Task requirements => Your task is to find every line in the records that holds the string "inHg" and copy it.

Collected data
--- --- ---

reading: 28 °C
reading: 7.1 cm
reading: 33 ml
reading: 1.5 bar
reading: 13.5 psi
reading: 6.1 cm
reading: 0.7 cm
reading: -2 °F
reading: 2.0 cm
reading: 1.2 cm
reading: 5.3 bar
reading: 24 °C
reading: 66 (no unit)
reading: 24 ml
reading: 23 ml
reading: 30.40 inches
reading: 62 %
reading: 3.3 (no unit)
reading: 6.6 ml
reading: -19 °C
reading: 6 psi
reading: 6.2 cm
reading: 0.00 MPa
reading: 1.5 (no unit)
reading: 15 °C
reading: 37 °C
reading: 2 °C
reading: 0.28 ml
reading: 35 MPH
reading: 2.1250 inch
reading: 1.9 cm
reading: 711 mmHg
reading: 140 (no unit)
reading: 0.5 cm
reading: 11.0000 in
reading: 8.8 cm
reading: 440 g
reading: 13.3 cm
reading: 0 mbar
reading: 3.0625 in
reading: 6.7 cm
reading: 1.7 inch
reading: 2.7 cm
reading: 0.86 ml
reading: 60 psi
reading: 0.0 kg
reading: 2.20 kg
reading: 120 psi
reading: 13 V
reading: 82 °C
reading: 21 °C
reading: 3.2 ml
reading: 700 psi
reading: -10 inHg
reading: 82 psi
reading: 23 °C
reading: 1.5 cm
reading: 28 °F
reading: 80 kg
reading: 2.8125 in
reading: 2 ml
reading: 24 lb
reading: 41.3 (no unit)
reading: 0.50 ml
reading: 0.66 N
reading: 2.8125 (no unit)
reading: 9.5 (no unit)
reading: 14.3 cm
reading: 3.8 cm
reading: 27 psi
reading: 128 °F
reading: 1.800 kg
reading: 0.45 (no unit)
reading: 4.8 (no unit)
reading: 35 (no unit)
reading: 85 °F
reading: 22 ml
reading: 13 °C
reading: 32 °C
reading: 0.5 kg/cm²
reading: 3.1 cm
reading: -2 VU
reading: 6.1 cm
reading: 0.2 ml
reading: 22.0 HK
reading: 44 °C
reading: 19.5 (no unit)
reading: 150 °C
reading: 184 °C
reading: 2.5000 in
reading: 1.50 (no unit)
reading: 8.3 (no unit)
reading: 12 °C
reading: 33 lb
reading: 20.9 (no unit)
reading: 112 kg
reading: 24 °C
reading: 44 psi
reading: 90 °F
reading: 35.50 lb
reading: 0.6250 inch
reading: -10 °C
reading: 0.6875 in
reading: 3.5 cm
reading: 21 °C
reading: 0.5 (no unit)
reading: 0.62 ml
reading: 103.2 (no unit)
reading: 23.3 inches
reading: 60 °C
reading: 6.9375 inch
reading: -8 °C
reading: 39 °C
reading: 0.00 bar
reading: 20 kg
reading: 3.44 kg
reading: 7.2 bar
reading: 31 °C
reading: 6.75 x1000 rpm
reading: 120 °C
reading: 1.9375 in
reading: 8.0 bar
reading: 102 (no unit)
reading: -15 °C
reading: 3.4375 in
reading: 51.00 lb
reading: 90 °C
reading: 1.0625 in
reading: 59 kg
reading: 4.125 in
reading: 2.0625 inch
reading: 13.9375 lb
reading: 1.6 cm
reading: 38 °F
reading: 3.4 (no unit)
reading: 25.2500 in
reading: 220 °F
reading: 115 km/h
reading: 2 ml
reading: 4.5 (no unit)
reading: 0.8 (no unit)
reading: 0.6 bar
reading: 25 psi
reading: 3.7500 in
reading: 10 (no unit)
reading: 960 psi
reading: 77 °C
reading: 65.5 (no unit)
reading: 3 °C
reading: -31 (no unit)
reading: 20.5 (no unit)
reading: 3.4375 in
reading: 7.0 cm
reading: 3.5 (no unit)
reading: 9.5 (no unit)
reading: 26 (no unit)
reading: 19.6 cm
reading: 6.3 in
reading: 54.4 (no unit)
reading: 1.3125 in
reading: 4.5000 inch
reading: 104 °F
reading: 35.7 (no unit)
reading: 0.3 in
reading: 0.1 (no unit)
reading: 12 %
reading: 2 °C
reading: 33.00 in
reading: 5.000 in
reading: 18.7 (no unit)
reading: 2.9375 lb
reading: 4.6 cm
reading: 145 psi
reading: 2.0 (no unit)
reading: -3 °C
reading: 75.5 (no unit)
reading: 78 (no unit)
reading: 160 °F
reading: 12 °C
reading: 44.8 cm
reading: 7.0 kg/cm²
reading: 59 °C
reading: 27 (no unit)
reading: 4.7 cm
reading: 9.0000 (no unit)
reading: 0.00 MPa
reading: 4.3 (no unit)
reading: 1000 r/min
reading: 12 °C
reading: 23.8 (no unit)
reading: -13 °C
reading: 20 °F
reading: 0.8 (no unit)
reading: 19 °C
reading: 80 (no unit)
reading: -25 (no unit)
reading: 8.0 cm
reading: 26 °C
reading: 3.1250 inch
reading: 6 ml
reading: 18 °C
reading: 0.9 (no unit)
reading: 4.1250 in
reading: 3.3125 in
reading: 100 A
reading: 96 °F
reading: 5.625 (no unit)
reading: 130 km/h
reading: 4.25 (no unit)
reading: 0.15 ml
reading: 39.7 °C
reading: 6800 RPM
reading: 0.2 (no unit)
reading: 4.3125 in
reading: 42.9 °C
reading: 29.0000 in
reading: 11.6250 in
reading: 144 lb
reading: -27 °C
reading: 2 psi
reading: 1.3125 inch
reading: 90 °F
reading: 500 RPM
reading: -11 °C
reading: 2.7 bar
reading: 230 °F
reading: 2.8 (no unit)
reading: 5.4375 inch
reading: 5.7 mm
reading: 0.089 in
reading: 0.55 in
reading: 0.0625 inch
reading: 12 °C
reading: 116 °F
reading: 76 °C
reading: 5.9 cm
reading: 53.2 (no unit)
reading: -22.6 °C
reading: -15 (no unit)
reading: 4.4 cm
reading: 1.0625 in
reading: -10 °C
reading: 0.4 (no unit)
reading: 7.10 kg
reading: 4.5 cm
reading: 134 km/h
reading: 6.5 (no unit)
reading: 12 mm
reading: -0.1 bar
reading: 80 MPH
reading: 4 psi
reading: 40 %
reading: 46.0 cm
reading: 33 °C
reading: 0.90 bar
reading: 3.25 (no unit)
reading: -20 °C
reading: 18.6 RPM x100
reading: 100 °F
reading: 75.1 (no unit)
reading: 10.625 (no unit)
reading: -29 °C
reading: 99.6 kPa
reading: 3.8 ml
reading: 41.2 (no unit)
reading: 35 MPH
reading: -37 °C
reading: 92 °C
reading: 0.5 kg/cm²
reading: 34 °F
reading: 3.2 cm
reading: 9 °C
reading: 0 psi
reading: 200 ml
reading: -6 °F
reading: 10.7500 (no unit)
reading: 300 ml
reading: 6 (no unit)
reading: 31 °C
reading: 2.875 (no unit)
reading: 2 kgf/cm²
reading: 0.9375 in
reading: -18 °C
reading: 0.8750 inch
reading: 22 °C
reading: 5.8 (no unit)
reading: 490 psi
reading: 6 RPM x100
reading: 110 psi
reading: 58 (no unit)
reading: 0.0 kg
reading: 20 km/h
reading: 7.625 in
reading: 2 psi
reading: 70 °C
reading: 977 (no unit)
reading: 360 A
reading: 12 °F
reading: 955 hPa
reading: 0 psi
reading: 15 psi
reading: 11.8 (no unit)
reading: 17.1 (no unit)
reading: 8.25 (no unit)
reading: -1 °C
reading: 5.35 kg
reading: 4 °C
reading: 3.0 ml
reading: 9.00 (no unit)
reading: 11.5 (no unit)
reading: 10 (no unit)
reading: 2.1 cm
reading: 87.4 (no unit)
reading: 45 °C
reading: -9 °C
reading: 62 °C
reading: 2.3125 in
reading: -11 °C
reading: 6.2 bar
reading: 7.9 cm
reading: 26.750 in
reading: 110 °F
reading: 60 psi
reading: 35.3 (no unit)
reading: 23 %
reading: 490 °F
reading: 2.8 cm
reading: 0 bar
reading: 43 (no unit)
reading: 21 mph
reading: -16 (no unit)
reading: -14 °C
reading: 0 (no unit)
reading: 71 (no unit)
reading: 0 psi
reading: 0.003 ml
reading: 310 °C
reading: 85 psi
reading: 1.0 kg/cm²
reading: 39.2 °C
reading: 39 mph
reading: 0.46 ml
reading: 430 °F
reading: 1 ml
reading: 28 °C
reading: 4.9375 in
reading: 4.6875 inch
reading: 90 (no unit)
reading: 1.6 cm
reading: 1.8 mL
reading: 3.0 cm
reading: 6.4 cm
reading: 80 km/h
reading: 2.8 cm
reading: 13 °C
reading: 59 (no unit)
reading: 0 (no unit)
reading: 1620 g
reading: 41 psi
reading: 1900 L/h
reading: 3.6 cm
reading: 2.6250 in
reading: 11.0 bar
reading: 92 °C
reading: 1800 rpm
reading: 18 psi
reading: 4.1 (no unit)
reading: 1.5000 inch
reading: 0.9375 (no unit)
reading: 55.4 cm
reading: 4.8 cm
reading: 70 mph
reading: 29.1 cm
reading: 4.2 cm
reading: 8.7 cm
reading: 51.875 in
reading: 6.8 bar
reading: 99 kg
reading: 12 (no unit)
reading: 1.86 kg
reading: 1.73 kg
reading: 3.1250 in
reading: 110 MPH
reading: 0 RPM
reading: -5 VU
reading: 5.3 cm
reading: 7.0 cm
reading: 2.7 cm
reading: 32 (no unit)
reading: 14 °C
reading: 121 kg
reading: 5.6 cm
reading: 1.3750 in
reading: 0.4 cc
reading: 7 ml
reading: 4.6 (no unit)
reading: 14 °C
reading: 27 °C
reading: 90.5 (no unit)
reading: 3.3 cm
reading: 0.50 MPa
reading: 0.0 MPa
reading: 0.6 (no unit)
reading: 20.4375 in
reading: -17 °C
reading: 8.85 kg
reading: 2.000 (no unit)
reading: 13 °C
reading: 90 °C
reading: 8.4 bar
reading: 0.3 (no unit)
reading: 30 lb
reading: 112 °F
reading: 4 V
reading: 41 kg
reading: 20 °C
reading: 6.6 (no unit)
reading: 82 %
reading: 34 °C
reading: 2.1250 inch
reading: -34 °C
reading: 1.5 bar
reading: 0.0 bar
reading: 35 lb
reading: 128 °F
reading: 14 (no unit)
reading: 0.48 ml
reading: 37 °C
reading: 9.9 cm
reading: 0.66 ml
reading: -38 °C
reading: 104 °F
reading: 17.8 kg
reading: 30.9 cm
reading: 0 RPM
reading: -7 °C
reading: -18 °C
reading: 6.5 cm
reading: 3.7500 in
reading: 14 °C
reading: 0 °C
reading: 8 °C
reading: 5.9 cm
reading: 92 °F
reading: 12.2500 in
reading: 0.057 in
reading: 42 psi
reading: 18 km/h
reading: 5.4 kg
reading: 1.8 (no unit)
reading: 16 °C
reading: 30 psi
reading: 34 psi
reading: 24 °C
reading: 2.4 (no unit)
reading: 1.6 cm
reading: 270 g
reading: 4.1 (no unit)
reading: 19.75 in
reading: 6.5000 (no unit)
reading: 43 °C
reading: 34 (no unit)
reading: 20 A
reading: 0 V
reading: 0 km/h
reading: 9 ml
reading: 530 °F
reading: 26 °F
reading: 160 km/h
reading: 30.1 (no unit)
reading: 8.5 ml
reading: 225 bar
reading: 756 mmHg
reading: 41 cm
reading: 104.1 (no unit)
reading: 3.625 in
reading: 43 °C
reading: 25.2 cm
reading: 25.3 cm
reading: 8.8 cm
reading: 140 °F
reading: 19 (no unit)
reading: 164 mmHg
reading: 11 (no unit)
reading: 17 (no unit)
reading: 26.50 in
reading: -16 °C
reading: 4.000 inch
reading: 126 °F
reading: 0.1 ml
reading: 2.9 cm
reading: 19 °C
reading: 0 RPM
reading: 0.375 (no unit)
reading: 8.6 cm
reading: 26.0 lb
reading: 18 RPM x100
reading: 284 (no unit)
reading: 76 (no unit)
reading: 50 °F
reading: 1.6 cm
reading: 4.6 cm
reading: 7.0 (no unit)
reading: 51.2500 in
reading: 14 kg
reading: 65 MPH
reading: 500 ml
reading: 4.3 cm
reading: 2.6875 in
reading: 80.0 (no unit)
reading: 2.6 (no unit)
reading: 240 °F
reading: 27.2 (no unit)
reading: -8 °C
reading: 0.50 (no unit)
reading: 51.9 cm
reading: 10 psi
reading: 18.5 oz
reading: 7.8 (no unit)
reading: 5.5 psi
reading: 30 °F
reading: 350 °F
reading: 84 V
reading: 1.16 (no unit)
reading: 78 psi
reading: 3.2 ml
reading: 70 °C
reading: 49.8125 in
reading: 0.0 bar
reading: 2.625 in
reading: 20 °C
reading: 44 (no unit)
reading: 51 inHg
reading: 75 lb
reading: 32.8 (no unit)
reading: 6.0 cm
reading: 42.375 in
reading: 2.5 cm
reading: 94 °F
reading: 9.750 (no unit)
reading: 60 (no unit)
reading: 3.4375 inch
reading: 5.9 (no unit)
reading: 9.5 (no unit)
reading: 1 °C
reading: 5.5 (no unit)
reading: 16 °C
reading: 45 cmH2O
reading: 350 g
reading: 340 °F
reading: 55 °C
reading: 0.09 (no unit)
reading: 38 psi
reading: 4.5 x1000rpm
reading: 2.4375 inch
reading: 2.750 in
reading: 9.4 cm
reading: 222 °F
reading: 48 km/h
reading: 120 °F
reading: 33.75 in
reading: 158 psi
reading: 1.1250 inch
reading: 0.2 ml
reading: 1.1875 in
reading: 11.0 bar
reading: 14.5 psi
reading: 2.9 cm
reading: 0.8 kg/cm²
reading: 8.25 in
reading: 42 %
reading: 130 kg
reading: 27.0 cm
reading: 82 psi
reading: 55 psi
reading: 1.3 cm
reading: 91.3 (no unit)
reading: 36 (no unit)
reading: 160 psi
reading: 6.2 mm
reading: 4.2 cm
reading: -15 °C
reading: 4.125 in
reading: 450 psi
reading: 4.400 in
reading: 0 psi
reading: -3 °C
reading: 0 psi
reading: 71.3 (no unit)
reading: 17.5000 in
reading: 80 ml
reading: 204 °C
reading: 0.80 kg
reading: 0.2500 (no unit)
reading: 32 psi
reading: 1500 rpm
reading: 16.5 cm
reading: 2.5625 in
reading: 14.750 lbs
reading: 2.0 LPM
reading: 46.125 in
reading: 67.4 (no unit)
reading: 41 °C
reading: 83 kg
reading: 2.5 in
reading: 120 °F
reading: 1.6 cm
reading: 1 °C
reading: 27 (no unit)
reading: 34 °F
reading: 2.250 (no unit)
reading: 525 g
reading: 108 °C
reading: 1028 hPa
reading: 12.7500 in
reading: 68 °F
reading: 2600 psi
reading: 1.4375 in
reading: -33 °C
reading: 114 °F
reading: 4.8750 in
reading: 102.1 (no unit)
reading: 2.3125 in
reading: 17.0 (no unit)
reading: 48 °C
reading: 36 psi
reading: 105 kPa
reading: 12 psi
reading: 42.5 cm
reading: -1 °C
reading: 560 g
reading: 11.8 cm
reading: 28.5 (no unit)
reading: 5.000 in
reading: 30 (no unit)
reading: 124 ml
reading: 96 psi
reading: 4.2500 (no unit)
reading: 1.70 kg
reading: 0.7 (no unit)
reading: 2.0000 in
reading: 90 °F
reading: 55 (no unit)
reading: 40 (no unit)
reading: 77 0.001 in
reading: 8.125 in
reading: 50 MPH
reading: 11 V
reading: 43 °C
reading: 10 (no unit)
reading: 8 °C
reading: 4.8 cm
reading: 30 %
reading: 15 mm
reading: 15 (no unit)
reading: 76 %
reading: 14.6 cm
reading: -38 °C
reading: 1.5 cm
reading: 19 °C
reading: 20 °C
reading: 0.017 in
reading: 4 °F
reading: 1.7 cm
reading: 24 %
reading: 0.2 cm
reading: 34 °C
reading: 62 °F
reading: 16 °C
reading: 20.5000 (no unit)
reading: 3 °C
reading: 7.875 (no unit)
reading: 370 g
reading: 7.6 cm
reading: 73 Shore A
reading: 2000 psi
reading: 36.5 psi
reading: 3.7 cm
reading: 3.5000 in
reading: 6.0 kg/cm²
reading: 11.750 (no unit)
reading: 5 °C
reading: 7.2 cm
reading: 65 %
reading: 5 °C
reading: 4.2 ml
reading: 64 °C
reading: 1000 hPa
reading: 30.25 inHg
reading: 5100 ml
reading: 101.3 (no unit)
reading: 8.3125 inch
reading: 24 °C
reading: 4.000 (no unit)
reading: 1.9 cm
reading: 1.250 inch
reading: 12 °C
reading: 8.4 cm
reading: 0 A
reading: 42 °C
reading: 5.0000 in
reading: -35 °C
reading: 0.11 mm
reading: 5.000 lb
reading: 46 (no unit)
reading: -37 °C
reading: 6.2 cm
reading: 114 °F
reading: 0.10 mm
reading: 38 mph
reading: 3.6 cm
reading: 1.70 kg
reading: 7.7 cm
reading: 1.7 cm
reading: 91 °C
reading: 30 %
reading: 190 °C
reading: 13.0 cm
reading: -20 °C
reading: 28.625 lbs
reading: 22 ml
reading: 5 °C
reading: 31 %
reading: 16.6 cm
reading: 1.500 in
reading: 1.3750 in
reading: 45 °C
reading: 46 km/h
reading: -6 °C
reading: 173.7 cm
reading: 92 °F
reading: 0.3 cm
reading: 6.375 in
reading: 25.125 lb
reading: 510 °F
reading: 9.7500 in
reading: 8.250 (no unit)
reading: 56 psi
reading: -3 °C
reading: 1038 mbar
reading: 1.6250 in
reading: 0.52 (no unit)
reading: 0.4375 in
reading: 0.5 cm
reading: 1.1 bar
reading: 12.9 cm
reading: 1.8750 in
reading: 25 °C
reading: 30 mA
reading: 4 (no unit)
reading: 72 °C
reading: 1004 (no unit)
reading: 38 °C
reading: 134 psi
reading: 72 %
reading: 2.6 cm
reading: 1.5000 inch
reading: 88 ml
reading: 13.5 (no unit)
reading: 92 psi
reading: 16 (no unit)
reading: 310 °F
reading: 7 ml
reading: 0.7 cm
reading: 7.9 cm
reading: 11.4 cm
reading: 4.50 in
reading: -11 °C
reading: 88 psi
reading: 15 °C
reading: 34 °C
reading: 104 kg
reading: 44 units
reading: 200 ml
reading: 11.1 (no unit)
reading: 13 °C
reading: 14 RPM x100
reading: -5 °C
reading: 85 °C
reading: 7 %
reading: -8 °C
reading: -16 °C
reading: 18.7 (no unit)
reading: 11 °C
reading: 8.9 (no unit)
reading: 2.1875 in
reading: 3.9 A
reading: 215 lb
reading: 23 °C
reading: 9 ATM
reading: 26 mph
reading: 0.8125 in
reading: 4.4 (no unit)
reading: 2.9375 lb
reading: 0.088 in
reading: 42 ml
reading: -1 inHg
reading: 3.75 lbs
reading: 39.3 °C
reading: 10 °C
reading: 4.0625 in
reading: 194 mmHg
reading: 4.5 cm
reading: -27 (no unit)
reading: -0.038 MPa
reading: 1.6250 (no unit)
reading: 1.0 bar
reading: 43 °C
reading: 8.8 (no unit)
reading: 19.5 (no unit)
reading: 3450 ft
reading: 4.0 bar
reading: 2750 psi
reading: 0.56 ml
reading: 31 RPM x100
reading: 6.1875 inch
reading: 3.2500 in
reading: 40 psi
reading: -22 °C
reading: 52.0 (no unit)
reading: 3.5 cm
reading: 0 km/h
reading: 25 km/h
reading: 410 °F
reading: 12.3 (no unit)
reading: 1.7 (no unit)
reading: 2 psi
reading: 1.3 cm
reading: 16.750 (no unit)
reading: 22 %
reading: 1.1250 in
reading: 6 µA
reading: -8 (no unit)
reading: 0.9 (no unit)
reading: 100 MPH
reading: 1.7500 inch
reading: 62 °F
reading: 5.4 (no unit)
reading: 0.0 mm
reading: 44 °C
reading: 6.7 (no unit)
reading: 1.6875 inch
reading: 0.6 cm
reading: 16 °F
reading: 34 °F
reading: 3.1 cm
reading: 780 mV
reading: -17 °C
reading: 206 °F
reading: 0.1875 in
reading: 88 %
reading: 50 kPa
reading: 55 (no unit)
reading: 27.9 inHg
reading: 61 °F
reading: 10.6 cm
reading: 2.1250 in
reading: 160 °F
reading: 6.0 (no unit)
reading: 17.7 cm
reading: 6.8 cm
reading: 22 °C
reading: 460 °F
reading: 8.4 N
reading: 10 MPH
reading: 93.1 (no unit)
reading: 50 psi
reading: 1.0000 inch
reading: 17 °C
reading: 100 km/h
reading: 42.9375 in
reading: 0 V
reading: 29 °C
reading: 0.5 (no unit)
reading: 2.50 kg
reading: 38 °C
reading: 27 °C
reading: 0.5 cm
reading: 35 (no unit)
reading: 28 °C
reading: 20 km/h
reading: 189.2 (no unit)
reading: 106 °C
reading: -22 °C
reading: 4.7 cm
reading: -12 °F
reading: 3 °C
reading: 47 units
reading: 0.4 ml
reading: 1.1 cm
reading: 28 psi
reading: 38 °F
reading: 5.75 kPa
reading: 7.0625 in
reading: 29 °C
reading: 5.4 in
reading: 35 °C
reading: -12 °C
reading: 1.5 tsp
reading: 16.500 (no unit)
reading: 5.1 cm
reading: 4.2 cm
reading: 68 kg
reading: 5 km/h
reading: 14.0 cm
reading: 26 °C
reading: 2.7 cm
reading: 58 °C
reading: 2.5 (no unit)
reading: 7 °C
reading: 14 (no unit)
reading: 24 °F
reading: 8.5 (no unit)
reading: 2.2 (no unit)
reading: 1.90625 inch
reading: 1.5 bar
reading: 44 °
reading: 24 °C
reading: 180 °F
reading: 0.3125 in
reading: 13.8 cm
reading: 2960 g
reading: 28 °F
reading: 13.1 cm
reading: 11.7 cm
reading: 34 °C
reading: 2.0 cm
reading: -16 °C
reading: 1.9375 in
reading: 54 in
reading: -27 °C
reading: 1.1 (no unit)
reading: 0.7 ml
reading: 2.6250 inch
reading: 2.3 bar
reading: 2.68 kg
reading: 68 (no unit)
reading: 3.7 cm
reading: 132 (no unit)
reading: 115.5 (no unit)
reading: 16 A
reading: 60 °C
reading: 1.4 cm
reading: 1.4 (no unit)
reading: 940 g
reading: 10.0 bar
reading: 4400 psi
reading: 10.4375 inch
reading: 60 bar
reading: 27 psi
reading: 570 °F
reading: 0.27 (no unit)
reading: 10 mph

--- --- ---

Solution for this exercise =>
reading: -10 inHg
reading: 51 inHg
reading: 30.25 inHg
reading: -1 inHg
reading: 27.9 inHg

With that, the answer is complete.